When will AI become this intelligent? Or at least as smart as the smartest humans? Some researchers think it never will. After all, it has only us to learn from. Others, like Yudkowsky, think that AI will soon hit an inflection point of powerful self-improvement, and will then achieve godlike intelligence very shortly after. Perhaps in a matter of months; perhaps in a matter of hours. If the optimists are right, we needn’t worry. If the pessimists are right, the end will come so suddenly that the best we can do is rapidly try to shut down all AI research immediately. That may be for the best, but it would be a very hard sell. Indeed, the danger may be already so close as to be unavoidable.

But there’s a third possibility.

Perhaps the Oxford economist Robin Hanson, who is almost as well-known as Yudkowsky, has the correct view: That AI will achieve superhuman intelligence, but relatively slowly. Once it starts becoming very capable, we will have decades, perhaps, before it escapes our control, not minutes. He argues:

“The main argument that I can find in favor of extra regulation of A.I.s imagines the following worst-case scenario: An A.I. system might suddenly and unexpectedly, within an hour, say, “foom”—i.e., explode in power from being only smart enough to manage one building to being able to easily conquer the entire world, including all other A.I.s.

Is such an explosion even possible? The idea is that the A.I. might try to improve itself, and then it might find an especially effective series of changes to suddenly increase its abilities by a factor of billions or more. No computer system, or any other system really, has ever done such a thing.”

Suppose Hanson is right, and there will be no explosion of artificial intelligence capability without warning. If so, then the United States may have a chance to forestall the danger of apocalypse by coming to an agreement with China, the only other nation with advanced AI capabilities in the foreseeable future. The two sides could agree not to militarize AI, nor to allow any research that might push AI ability far beyond our own. A web of strictly-enforced regulations could be guaranteed by a unified Sino-American regulatory treaty. But, of course, that would mean that the governments of the two nations would have to establish enough trust to form such a research duopoly in the first place. Without trust, both Washington and Beijing may assume that the other is quietly working to achieve total AI superiority in secret, thereby exacerbating the temptation to do one’s own dangerous research. Nevertheless, there may be grounds for hope, about which I will say more in Part II.

Without trust, both Washington and Beijing may assume that the other is quietly working to achieve total AI superiority in secret, thereby exacerbating the temptation to do one’s own dangerous research.

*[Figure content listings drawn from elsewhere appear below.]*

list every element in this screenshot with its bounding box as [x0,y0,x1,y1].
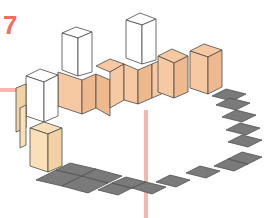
yellow-block-3-side [48,128,62,172]
yellow-block-3-front [30,128,48,172]
floor-tiles-right [212,89,262,147]
orange-block-5-body [190,51,208,94]
floor-tiles-bottom [36,152,262,195]
orange-block-4-body [158,56,174,98]
white-block-c-side [44,75,58,122]
orange-block-2-front [96,74,110,116]
white-block-a-side [78,32,92,76]
orange-block-4-side [174,56,188,98]
yellow-block-2-front [20,105,26,148]
orange-block-1-side [82,74,96,114]
white-block-a-front [62,33,78,76]
white-block-b-front [126,20,142,64]
orange-block-3-front [124,64,138,104]
isometric-block-diagram [0,0,278,218]
orange-block-5-side [208,50,222,94]
white-block-c-front [26,76,44,122]
orange-block-3-side [138,64,152,104]
white-block-b-side [142,19,156,64]
orange-block-2-body [110,64,124,108]
orange-block-1-front [58,72,82,114]
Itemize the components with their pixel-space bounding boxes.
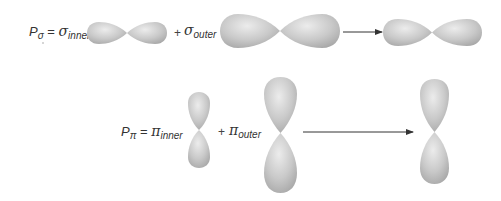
pi-outer-subscript: outer bbox=[238, 129, 261, 140]
plus-sign: + bbox=[218, 126, 225, 138]
pi-inner-orbital bbox=[187, 92, 211, 168]
equals-sign: = bbox=[140, 124, 148, 139]
p-subscript: σ bbox=[38, 30, 44, 41]
pi-outer-symbol: π bbox=[229, 122, 238, 138]
stray-dot bbox=[42, 42, 44, 44]
sigma-outer-symbol: σ bbox=[184, 22, 194, 38]
pi-result-orbital bbox=[419, 79, 450, 184]
pi-outer-label: πouter bbox=[229, 123, 261, 140]
sigma-arrow-icon bbox=[343, 27, 385, 37]
pi-outer-orbital bbox=[263, 77, 298, 193]
pi-arrow-icon bbox=[303, 127, 416, 137]
p-subscript: π bbox=[130, 130, 137, 141]
equals-sign: = bbox=[47, 24, 55, 39]
sigma-outer-orbital bbox=[220, 13, 340, 49]
sigma-result-orbital bbox=[383, 18, 482, 47]
plus-sign: + bbox=[174, 27, 181, 39]
sigma-outer-label: σouter bbox=[184, 23, 216, 40]
sigma-inner-orbital bbox=[87, 21, 167, 45]
p-symbol: P bbox=[121, 124, 130, 139]
sigma-outer-subscript: outer bbox=[194, 29, 217, 40]
p-pi-label: Pπ = πinner bbox=[121, 124, 183, 141]
p-symbol: P bbox=[29, 24, 38, 39]
sigma-inner-symbol: σ bbox=[59, 23, 69, 39]
pi-inner-subscript: inner bbox=[160, 130, 182, 141]
p-sigma-label: Pσ = σinner bbox=[29, 24, 90, 41]
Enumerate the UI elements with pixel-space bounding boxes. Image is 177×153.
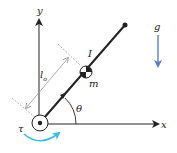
torque-label: τ [18, 123, 24, 134]
dimension-extension-top [58, 44, 80, 65]
pendulum-diagram: y x lo θ I m τ g [0, 0, 177, 153]
theta-label: θ [76, 103, 82, 114]
inertia-label: I [87, 48, 93, 59]
center-of-mass-icon [80, 66, 92, 78]
x-axis-label: x [161, 119, 167, 130]
y-axis-label: y [36, 5, 43, 16]
length-dimension-line [26, 58, 68, 108]
mass-label: m [89, 78, 98, 89]
pivot-joint-icon [32, 115, 48, 131]
length-label: lo [40, 69, 47, 82]
link-end-point [123, 23, 128, 28]
gravity-label: g [154, 21, 160, 32]
theta-arc [65, 98, 76, 124]
torque-arrow [24, 133, 59, 141]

Bizarrely, the AI would face a similar situation. If multiple AI systems approach superhuman capability at roughly the same time, they themselves might have to decide whether to cooperate. Perhaps they would fight among themselves; perhaps some would remain loyal to us. This “soft takeoff” is thus arguably both a more likely and more desirable future than that in which a single intelligence rapidly outpaces everything else on the planet. But it is by no means without risk, for even AI that develops relatively slowly may form a very dangerous anti-human cartel.

The question, then, is which is more likely: Real Sino-American AI cooperation, or a dangerous anti-human AI confederation? The answer, unfortunately, seems to be the latter, for a complex reason having to do with the way AI can negotiate. I will contend with that question in Part II.